I am often amazed at what Hollywood can do with some of the special effects in the movies created these days. While sitting in the theatre, it is easy to feel as if we are transported to a place that doesn’t truly exist while speaking to people that have been created out of someone’s imagination. What is equally amazing is how, after the movie is over, people will stand around and discuss what they just saw and speak about the images as if the people and places were quite real.
During a family gathering at Easter a few years back, some of my family members were having a similar discussion about a movie that had just been released. After listening to the discussion for few moments, one of my aunts interrupted the conversation and asked, “Why is it that so many of you find it so easy to believe what you see in the movies but have such a tough time believing what happened to Jesus during his passion and after his resurrection?”

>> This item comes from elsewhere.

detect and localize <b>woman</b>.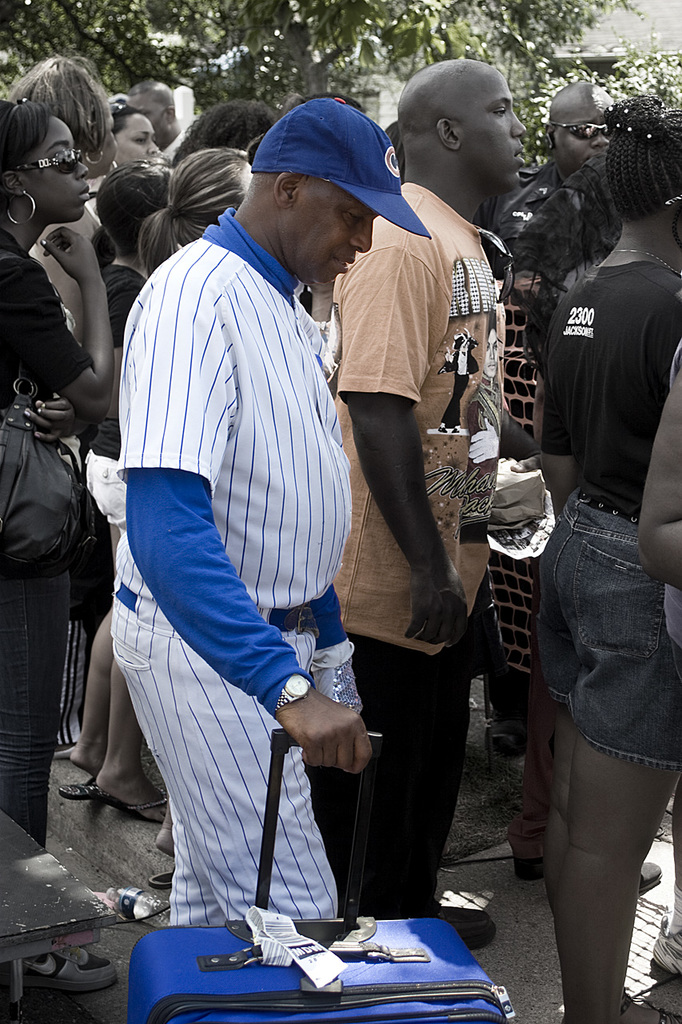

Of course, she got a few wise remarks and no one really gave her a direct answer to her question, but I remember that the question struck me as if it needed to be answered; it has stuck with me over the years. Every year since that Easter Sunday, this conversation comes back to me, especially during the octave of Easter, as we hear scripture readings each day from the Acts of the Apostles and the Gospels, relaying to us those events that occurred after the Resurrection of Our Lord. We hear the detail of the witnesses that first met Jesus: Mary Magdalene, who was seen by soldiers having a conversation with Christ and was told not to fear and to tell the disciples to go to Galilee where he would meet them; the disciples he met on the way from Jerusalem to Emmaus, who conversed with Him and broke bread with Him before He left their presence; and when Jesus stood in the midst of the apostles and said, “Peace be with you” and showed them the wounds in His hands and feet and asked them for something to eat. These were not comments from someone recounting a show with special effects but rather someone reliving a conversation and sharing details after being an eyewitness to meeting someone very real! I can only imagine what it would have been like actually to have been in His presence and how I would have responded if He had said to me, “Do not be afraid!”

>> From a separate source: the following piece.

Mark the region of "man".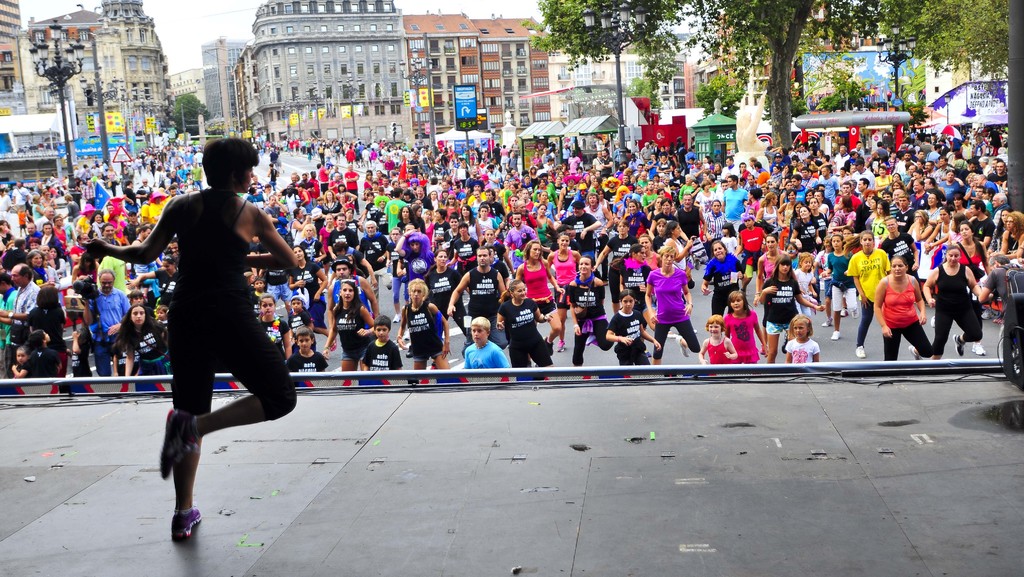
Region: left=0, top=259, right=38, bottom=379.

I often wonder how many times I may have encountered Jesus in someone else and not realized it was Him until much later, thinking that the person I was with was “too good to be true” only to later realize that this person may have changed my life – an encounter with Christ?
So, I thank my aunt for asking that random question that Easter Sunday a few years back – or was it really a random question? Perhaps, it was another encounter with Jesus, who opened my eyes to confirm my belief that what I have heard during the Easter Octave was no special effect, but that He is truly risen!